Elementary School Grades 1-4

            School recesses introduced me to delights of all kinds, some discomfort, and more discipline surprises.  The front yard of our first-through-fourth-grade school, was good old dirt and gravel.  It was perfect for using a stick to outline the rooms of our houses in which we played together.  One would be the mother, one the father, the others would be the children.  Being a parent allowed me to order everyone about, and although I seldom played that role, I could enjoy it when it was my turn.  Part of “keeping house” was to get a small branch from an evergreen bush and sweep the dirt until there were no rocks showing.  I remember having a sense of determination and delight in whipping that little broom back and forth over the outlined space until another game was announced by one of the more dominant girls.
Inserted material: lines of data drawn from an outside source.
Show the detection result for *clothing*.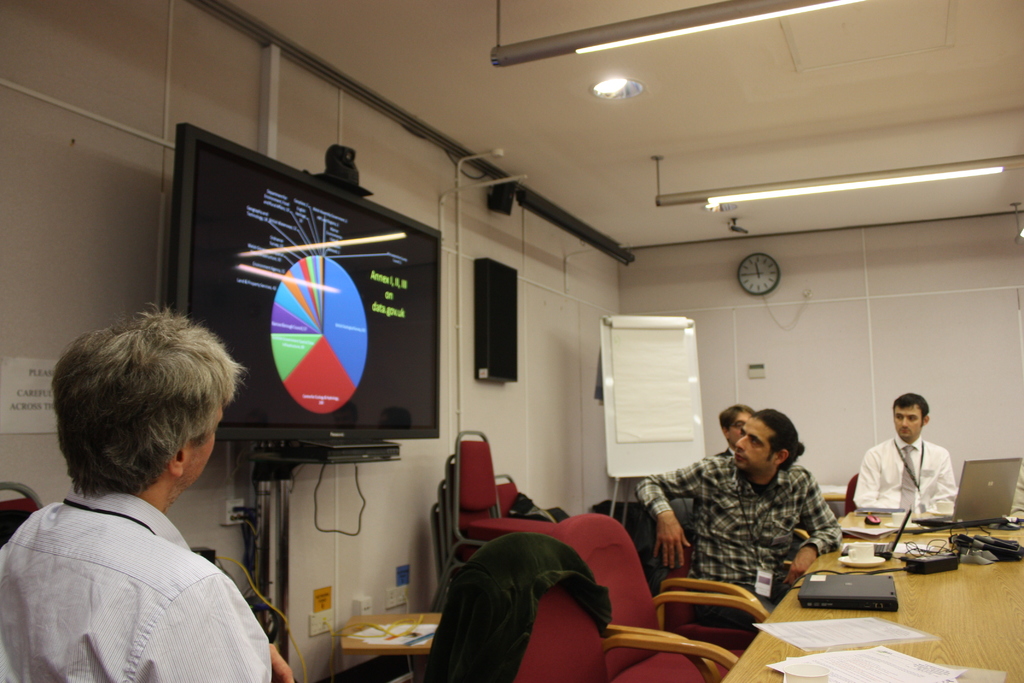
l=849, t=433, r=961, b=509.
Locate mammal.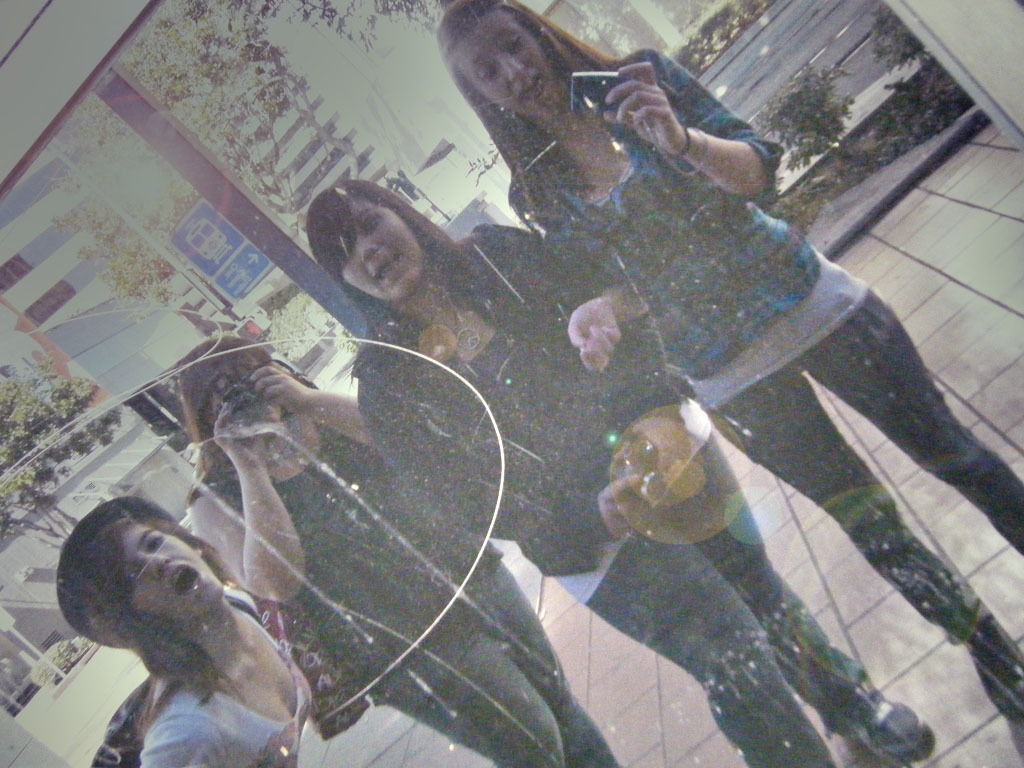
Bounding box: select_region(102, 499, 338, 767).
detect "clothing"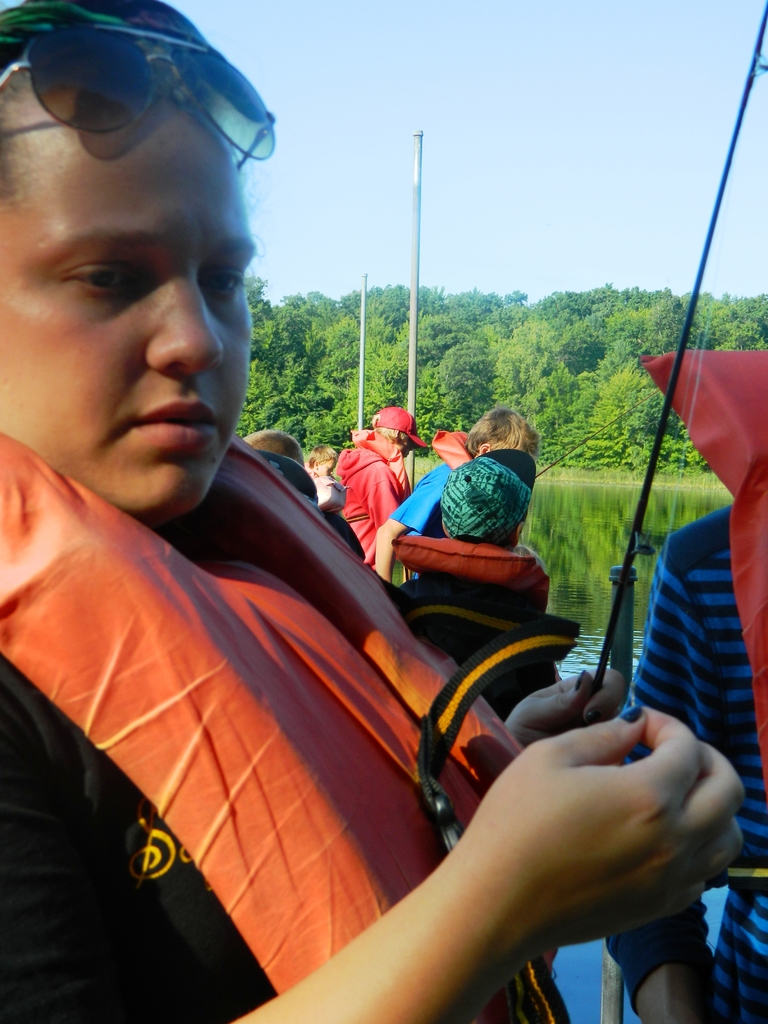
bbox=[424, 442, 543, 554]
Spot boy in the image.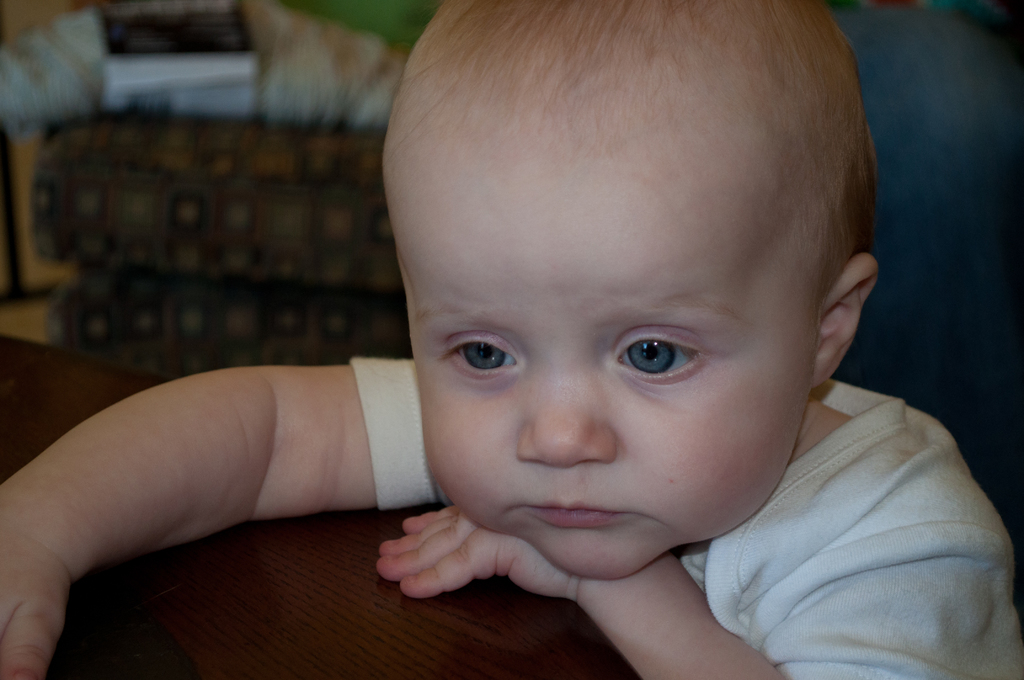
boy found at 0/2/1023/679.
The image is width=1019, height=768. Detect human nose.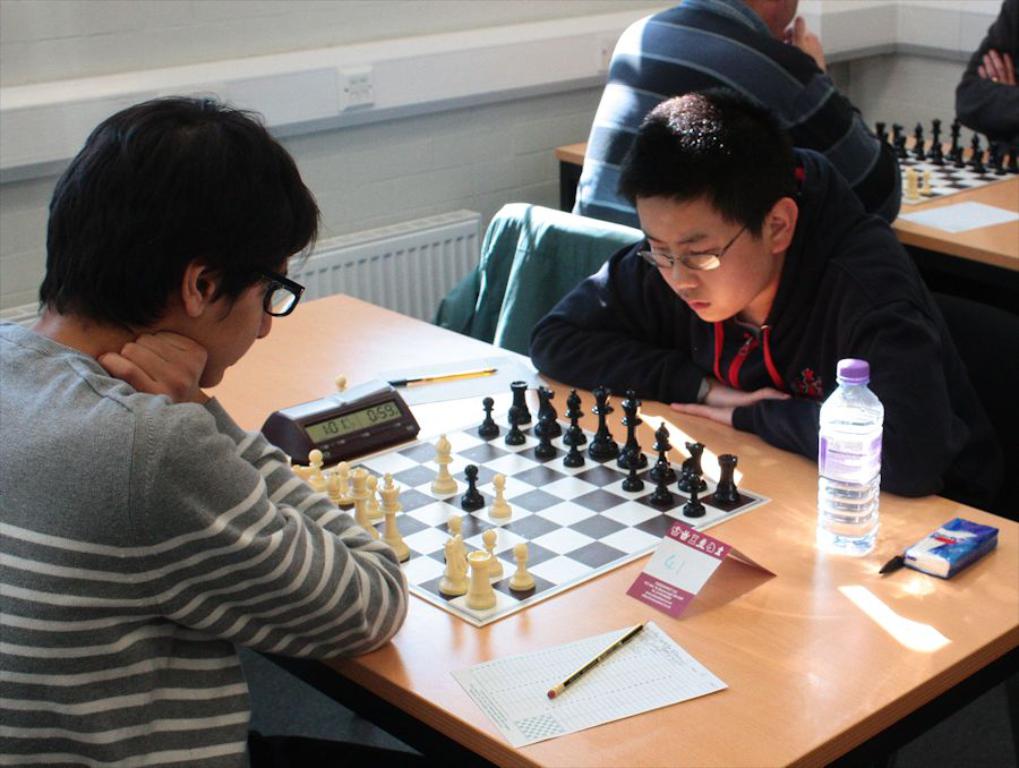
Detection: detection(259, 299, 274, 341).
            We might play hide and seek, or “Mother may I?”, or even jacks with its onesies, twosies, and so on.  But the most fun was playing cowboys and horses.  All the girls wore dresses to school, and each dress had a tie belt in the back.  When untied, these belts, one on either side of the dress, made perfect reins, and each boy would select a girl, grab her sashes and boy and girl would race through the grass at the back of the school yelling at the top of their lungs. Larry Taylor, my cursing instructor, and I were always Roy Rogers and Trigger. It was exhilarating to gallop and prance and race for all we were worth.  However, when I arrived home with one or the other piece of belt in my hand, my frazzled mother, home with a baby and toddler, would heave a sigh of disgust and let me hear about my lack of respect for the clothes on my back. 
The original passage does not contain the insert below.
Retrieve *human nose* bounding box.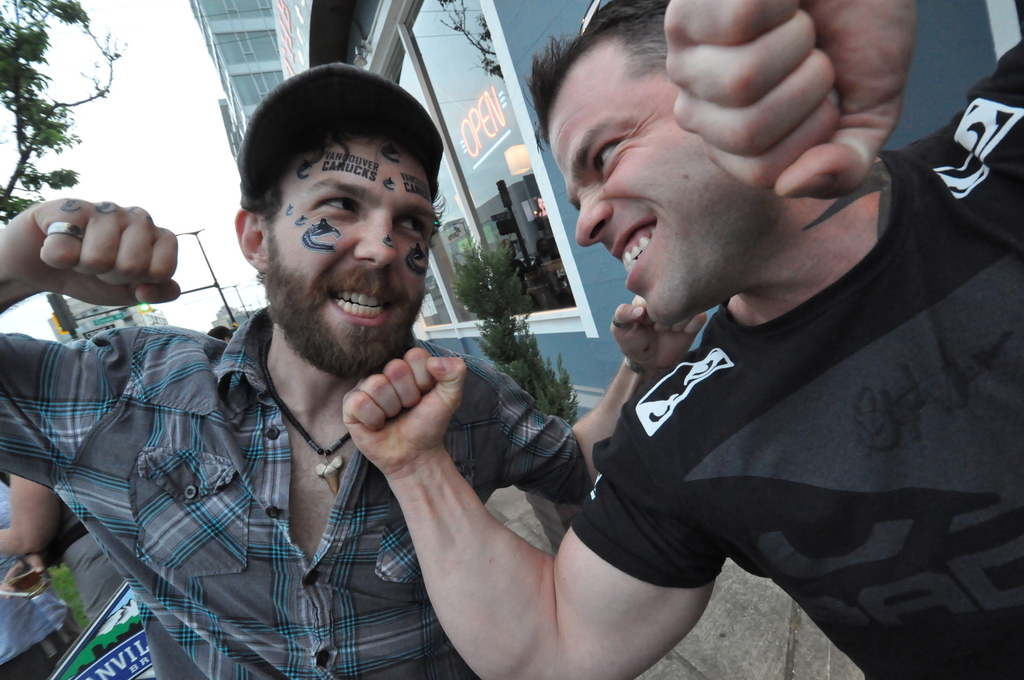
Bounding box: box(573, 189, 617, 248).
            During one particularly heated game of hide and seek, I went charging up the school stairs to the “free” wall, and for some reason collided head on with it and knocked myself out.  I woke up in the time-out room with a woman pressing a cold, dinner-knife blade against the great lump on my forehead, which of course did nothing to help, but only intensified my pain.  I can only assume she thought the coldness would help reduce the swelling.  Perhaps this was the beginning of my disillusionment with institutions.  Of course I heard about my stupid behavior when I got home, “What were you thinking?”, a really intelligent question that parents are prone to ask.

            “Mother may I?” was a common game, a must in which to participate, but Susan, the very tall girl in my class, one most likely to take the lead,  could pack a whollop that made you think twice about playing.  There was a landing outside the side door of the school with stairs up to it and back down.  Susan would stand on the landing, and each of us would line up at the bottom of the stairs.  Susan would give directives, such as “Hop on one foot.”  The next victim would perform the stated function, and if she remembered first to say, “Mother may I?” Susan would command her to the landing with “You’re my child, get home!” land a painful spank to the rear, the girl ran disappearing quickly down the other side returning to the end of the line for another go at it.  If the expected words were not uttered, the shamed fool was sent around to the back of the line without the spank.  Who was the real fool?